Sale-LeasebackA sale-leaseback is when an owner-occupier sells its property and simultaneously leases it back, becoming the tenant. It unlocks capital but can carry above-market rent.
Stabilized NOIStabilized NOI is the net operating income a property reaches once it's fully leased at market rents on a normalized expense load — the basis for value-add exit value.
Tenant Improvements & Leasing Commissions (TI/LC)TI and LC are the capital costs of signing a tenant — build-out allowances and broker commissions — a real leasing cost below NOI that erodes net cash flow at each rollover.
True Cap RateThe true cap rate divides NOI rebuilt on real economics — actual landlord expenses, reserves, realistic vacancy — by price. It's the yield you actually keep, unlike the broker cap.
Vacancy & Credit LossVacancy and credit loss is the deduction from gross potential rent for empty space and uncollected rent — the gap between the rent roll and what's actually collected.
Value-Add vs. Core / Core-Plus / OpportunisticThe four CRE risk-return profiles — core, core-plus, value-add, and opportunistic — describe how much risk a strategy takes and the return investors expect for it.

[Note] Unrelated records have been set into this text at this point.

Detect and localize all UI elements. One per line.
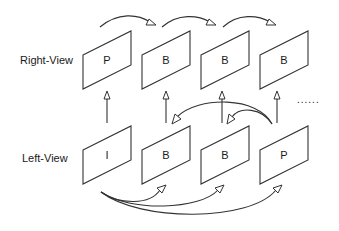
frame-type-label: B <box>221 54 228 66</box>
prediction-structure-diagram: Right-View Left-View P B B B I B B P <box>0 0 339 231</box>
frame-type-label: B <box>280 54 287 66</box>
right-view-frame-1: B <box>142 31 190 89</box>
frame-type-label: P <box>280 149 287 161</box>
arrow-head-icon <box>266 19 276 25</box>
right-view-label: Right-View <box>20 54 73 66</box>
frame-type-label: B <box>162 54 169 66</box>
frame-type-label: I <box>105 149 108 161</box>
right-view-temporal-arrows <box>100 16 276 27</box>
right-view-frame-2: B <box>201 31 249 89</box>
left-view-frame-1: B <box>142 126 190 184</box>
left-view-forward-arrows <box>101 185 282 214</box>
left-view-label: Left-View <box>22 152 68 164</box>
arrow-head-icon <box>163 91 169 99</box>
left-view-frame-3: P <box>260 126 308 184</box>
frame-type-label: P <box>103 54 110 66</box>
right-view-frame-0: P <box>83 31 131 89</box>
arrow-head-icon <box>206 19 216 25</box>
right-view-frame-3: B <box>260 31 308 89</box>
left-view-frame-2: B <box>201 126 249 184</box>
arrow-head-icon <box>104 91 110 99</box>
frame-type-label: B <box>162 149 169 161</box>
left-view-frame-0: I <box>83 126 131 184</box>
frame-type-label: B <box>221 149 228 161</box>
continuation-ellipsis: ...... <box>297 94 320 105</box>
arrow-head-icon <box>172 114 181 124</box>
arrow-head-icon <box>219 91 225 99</box>
arrow-head-icon <box>274 91 280 99</box>
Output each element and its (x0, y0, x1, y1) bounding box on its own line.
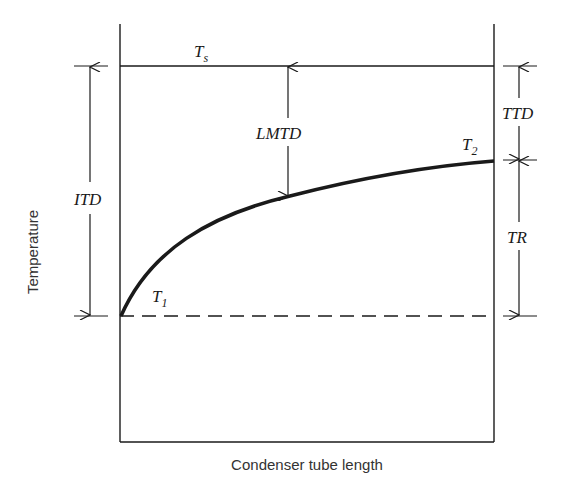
t2-label: T2 (462, 135, 477, 158)
y-axis-label: Temperature (24, 210, 41, 294)
lmtd-label: LMTD (255, 124, 302, 143)
tr-label: TR (507, 228, 527, 247)
cooling-water-curve (121, 161, 494, 316)
condenser-temperature-diagram: ITD LMTD TTD TR Ts T2 T1 Condenser tube … (0, 0, 565, 483)
t1-label: T1 (152, 287, 167, 310)
itd-label: ITD (73, 190, 102, 209)
x-axis-label: Condenser tube length (231, 456, 383, 473)
plot-frame (120, 24, 494, 442)
ttd-label: TTD (502, 104, 534, 123)
ts-label: Ts (194, 42, 208, 65)
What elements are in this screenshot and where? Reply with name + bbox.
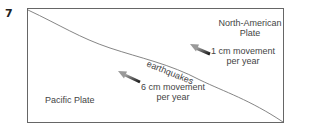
north-american-plate-label: North-American Plate bbox=[215, 18, 285, 38]
pacific-plate-label: Pacific Plate bbox=[45, 95, 95, 105]
north-american-movement-label: 1 cm movement per year bbox=[208, 46, 278, 66]
pacific-movement-label: 6 cm movement per year bbox=[138, 82, 208, 102]
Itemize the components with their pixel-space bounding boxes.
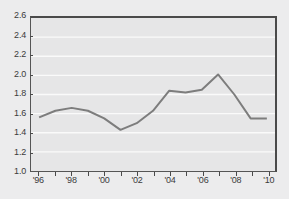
y-axis-tick-label: 1.2 bbox=[0, 148, 26, 157]
x-axis-tick-mark bbox=[170, 172, 171, 176]
y-axis-tick-label: 1.6 bbox=[0, 109, 26, 118]
x-axis-tick-mark bbox=[203, 172, 204, 176]
chart-figure: 1.01.21.41.61.82.02.22.42.6 '96'98'00'02… bbox=[0, 0, 289, 199]
x-axis-tick-label: '98 bbox=[56, 176, 86, 185]
data-line-series-1 bbox=[31, 18, 275, 171]
x-axis-tick-mark bbox=[219, 172, 220, 176]
x-axis-tick-label: '10 bbox=[254, 176, 284, 185]
y-axis-tick-label: 1.4 bbox=[0, 128, 26, 137]
x-axis-tick-label: '96 bbox=[23, 176, 53, 185]
y-axis-tick-label: 2.2 bbox=[0, 50, 26, 59]
x-axis-tick-label: '06 bbox=[188, 176, 218, 185]
y-axis-tick-label: 2.0 bbox=[0, 70, 26, 79]
x-axis-tick-mark bbox=[269, 172, 270, 176]
x-axis-tick-mark bbox=[137, 172, 138, 176]
y-axis-tick-label: 1.8 bbox=[0, 89, 26, 98]
x-axis-tick-mark bbox=[55, 172, 56, 176]
y-axis-tick-label: 1.0 bbox=[0, 167, 26, 176]
plot-area bbox=[30, 16, 277, 172]
x-axis-tick-mark bbox=[121, 172, 122, 176]
x-axis-tick-mark bbox=[71, 172, 72, 176]
y-axis-tick-label: 2.6 bbox=[0, 11, 26, 20]
x-axis-tick-mark bbox=[252, 172, 253, 176]
x-axis-tick-mark bbox=[38, 172, 39, 176]
x-axis-tick-mark bbox=[236, 172, 237, 176]
x-axis-tick-label: '04 bbox=[155, 176, 185, 185]
y-axis-tick-label: 2.4 bbox=[0, 31, 26, 40]
x-axis-tick-mark bbox=[88, 172, 89, 176]
data-line bbox=[39, 74, 267, 129]
x-axis-tick-mark bbox=[104, 172, 105, 176]
x-axis-tick-label: '08 bbox=[221, 176, 251, 185]
x-axis-tick-mark bbox=[186, 172, 187, 176]
x-axis-tick-mark bbox=[154, 172, 155, 176]
x-axis-tick-label: '02 bbox=[122, 176, 152, 185]
x-axis-tick-label: '00 bbox=[89, 176, 119, 185]
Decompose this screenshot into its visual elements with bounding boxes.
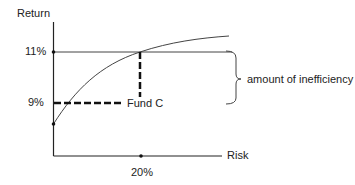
y-tick-9-label: 9% bbox=[28, 96, 44, 108]
curve-start-dot bbox=[52, 122, 56, 126]
x-axis-label: Risk bbox=[227, 149, 248, 161]
efficient-frontier-diagram: Return 11% 9% Fund C amount of inefficie… bbox=[0, 0, 355, 185]
tick-11-dot bbox=[52, 50, 56, 54]
efficient-frontier-curve bbox=[54, 36, 230, 124]
y-axis-label: Return bbox=[17, 7, 50, 19]
diagram-graphics bbox=[0, 0, 355, 185]
y-tick-11-label: 11% bbox=[25, 45, 46, 57]
brace-label: amount of inefficiency bbox=[247, 73, 353, 85]
x-tick-20-label: 20% bbox=[131, 166, 153, 178]
fund-c-label: Fund C bbox=[127, 97, 163, 109]
tick-20-dot bbox=[139, 154, 143, 158]
inefficiency-brace bbox=[226, 51, 241, 104]
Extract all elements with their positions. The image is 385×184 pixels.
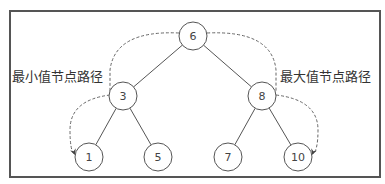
max-path-label: 最大值节点路径 — [280, 69, 371, 84]
bst-diagram: 63815710 最小值节点路径 最大值节点路径 — [0, 0, 385, 184]
tree-node-3: 3 — [109, 82, 137, 110]
node-label: 1 — [86, 151, 93, 164]
tree-node-5: 5 — [144, 143, 172, 171]
tree-node-7: 7 — [214, 143, 242, 171]
tree-node-1: 1 — [75, 143, 103, 171]
tree-node-10: 10 — [284, 143, 312, 171]
node-label: 5 — [155, 151, 162, 164]
node-label: 3 — [120, 90, 127, 103]
node-label: 6 — [190, 30, 197, 43]
node-label: 10 — [291, 151, 305, 164]
tree-node-6: 6 — [179, 22, 207, 50]
node-label: 8 — [259, 90, 266, 103]
tree-node-8: 8 — [248, 82, 276, 110]
min-path-label: 最小值节点路径 — [12, 69, 103, 84]
node-label: 7 — [225, 151, 232, 164]
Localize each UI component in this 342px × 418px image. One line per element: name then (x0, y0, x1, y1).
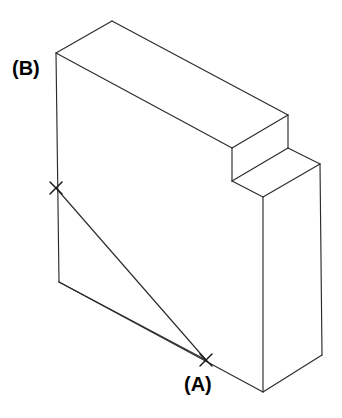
point-b-label: (B) (12, 58, 40, 78)
point-a-label: (A) (184, 374, 212, 394)
solid-faces (56, 21, 322, 392)
technical-drawing-figure: (B) (A) (0, 0, 342, 418)
face-right-block-front (263, 164, 322, 392)
isometric-block-drawing (0, 0, 342, 418)
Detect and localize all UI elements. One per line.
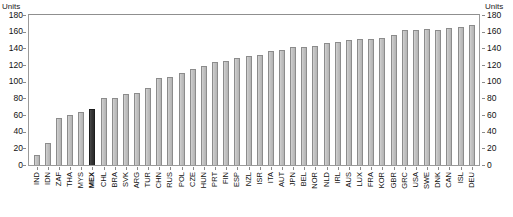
bar-slot-ita (265, 15, 276, 165)
y-tick-mark-left-160 (23, 32, 26, 33)
bar-lux (357, 39, 363, 165)
bar-tha (67, 115, 73, 165)
x-axis-label-irl: IRL (334, 172, 342, 184)
x-tick-mark-aus (349, 167, 350, 170)
x-label-slot-hun: HUN (198, 167, 209, 217)
y-tick-label-left-20: 20 (14, 144, 23, 153)
bar-pol (179, 73, 185, 165)
bar-ind (34, 155, 40, 165)
x-tick-mark-jpn (293, 167, 294, 170)
x-tick-mark-rus (170, 167, 171, 170)
bar-mex (89, 109, 95, 165)
x-tick-mark-bel (304, 167, 305, 170)
x-axis-label-swe: SWE (423, 172, 431, 189)
x-label-slot-chn: CHN (154, 167, 165, 217)
x-axis-label-rus: RUS (166, 172, 174, 188)
bar-slot-grc (399, 15, 410, 165)
bar-slot-usa (410, 15, 421, 165)
bar-slot-chl (98, 15, 109, 165)
bar-jpn (290, 47, 296, 165)
bar-slot-zaf (53, 15, 64, 165)
bar-slot-can (444, 15, 455, 165)
x-tick-mark-fra (371, 167, 372, 170)
y-tick-label-right-120: 120 (487, 61, 501, 70)
x-axis-label-can: CAN (445, 172, 453, 188)
x-tick-mark-usa (416, 167, 417, 170)
x-tick-mark-lux (360, 167, 361, 170)
x-axis-label-chn: CHN (155, 172, 163, 188)
x-label-slot-lux: LUX (355, 167, 366, 217)
x-label-slot-ita: ITA (265, 167, 276, 217)
x-axis-label-chl: CHL (100, 172, 108, 187)
x-tick-mark-nld (327, 167, 328, 170)
bar-slot-mys (76, 15, 87, 165)
bar-slot-swe (421, 15, 432, 165)
y-tick-label-right-100: 100 (487, 77, 501, 86)
bar-slot-idn (42, 15, 53, 165)
x-tick-mark-swe (427, 167, 428, 170)
bar-aut (279, 50, 285, 165)
y-tick-mark-left-180 (23, 15, 26, 16)
bar-zaf (56, 118, 62, 165)
x-axis-label-zaf: ZAF (55, 172, 63, 186)
bar-can (446, 28, 452, 165)
bar-nzl (246, 56, 252, 165)
bar-slot-mex (87, 15, 98, 165)
bar-slot-isr (254, 15, 265, 165)
bar-slot-cze (187, 15, 198, 165)
x-tick-mark-esp (237, 167, 238, 170)
x-axis-label-idn: IDN (44, 172, 52, 185)
x-tick-mark-mex (92, 167, 93, 170)
x-axis-label-prt: PRT (211, 172, 219, 187)
bar-slot-kor (377, 15, 388, 165)
bar-slot-fra (366, 15, 377, 165)
y-tick-label-left-120: 120 (9, 61, 23, 70)
bar-ita (268, 51, 274, 165)
x-label-slot-kor: KOR (377, 167, 388, 217)
y-tick-label-right-160: 160 (487, 27, 501, 36)
x-label-slot-bel: BEL (299, 167, 310, 217)
bar-usa (413, 30, 419, 165)
x-tick-mark-tha (70, 167, 71, 170)
y-tick-label-right-180: 180 (487, 11, 501, 20)
x-tick-mark-bra (115, 167, 116, 170)
bar-slot-irl (332, 15, 343, 165)
bar-slot-fin (221, 15, 232, 165)
x-label-slot-jpn: JPN (288, 167, 299, 217)
bar-svk (123, 94, 129, 165)
bar-slot-ind (31, 15, 42, 165)
bar-mys (78, 112, 84, 165)
x-label-slot-can: CAN (444, 167, 455, 217)
x-label-slot-fra: FRA (366, 167, 377, 217)
x-label-slot-irl: IRL (332, 167, 343, 217)
y-tick-mark-right-80 (482, 98, 485, 99)
x-tick-mark-svk (126, 167, 127, 170)
bar-aus (346, 40, 352, 165)
x-axis-label-bel: BEL (300, 172, 308, 186)
bar-irl (335, 42, 341, 165)
x-tick-mark-nor (315, 167, 316, 170)
bar-slot-deu (466, 15, 477, 165)
x-axis-label-fra: FRA (367, 172, 375, 187)
x-label-slot-ind: IND (31, 167, 42, 217)
x-axis-label-tha: THA (66, 172, 74, 187)
bar-series (29, 15, 479, 165)
x-label-slot-mex: MEX (87, 167, 98, 217)
y-axis-right: 180160140120100806040200 (482, 14, 508, 166)
x-axis-label-aus: AUS (345, 172, 353, 187)
bar-slot-hun (198, 15, 209, 165)
x-label-slot-aut: AUT (276, 167, 287, 217)
y-tick-mark-right-0 (482, 165, 485, 166)
x-tick-mark-deu (472, 167, 473, 170)
x-tick-mark-dnk (438, 167, 439, 170)
bar-nld (324, 43, 330, 165)
x-axis-label-gbr: GBR (390, 172, 398, 188)
bar-arg (134, 93, 140, 165)
x-label-slot-bra: BRA (109, 167, 120, 217)
x-axis-label-svk: SVK (122, 172, 130, 187)
y-tick-mark-right-20 (482, 148, 485, 149)
x-tick-mark-isr (260, 167, 261, 170)
x-tick-mark-aut (282, 167, 283, 170)
bar-slot-nld (321, 15, 332, 165)
x-tick-mark-mys (81, 167, 82, 170)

WALT (Weighted Average Lease Term)WALT is the average remaining lease term across a property's tenants, weighted by their size or rent. It measures income durability and rollover risk.
Waterfall & Promote (Carried Interest)The equity waterfall is the order in which deal cash flows are split between LPs and the GP. The promote is the GP's outsized share above a preferred return hurdle.
Yield on CostYield on cost is stabilized NOI divided by total project cost — the cap rate you create by building or repositioning, and the basis for the development spread.
Underwrite it for real — free
Tell UpsideIQ your investment criteria once — every deal gets analyzed, graded, and flagged against YOUR targets, not a generic score.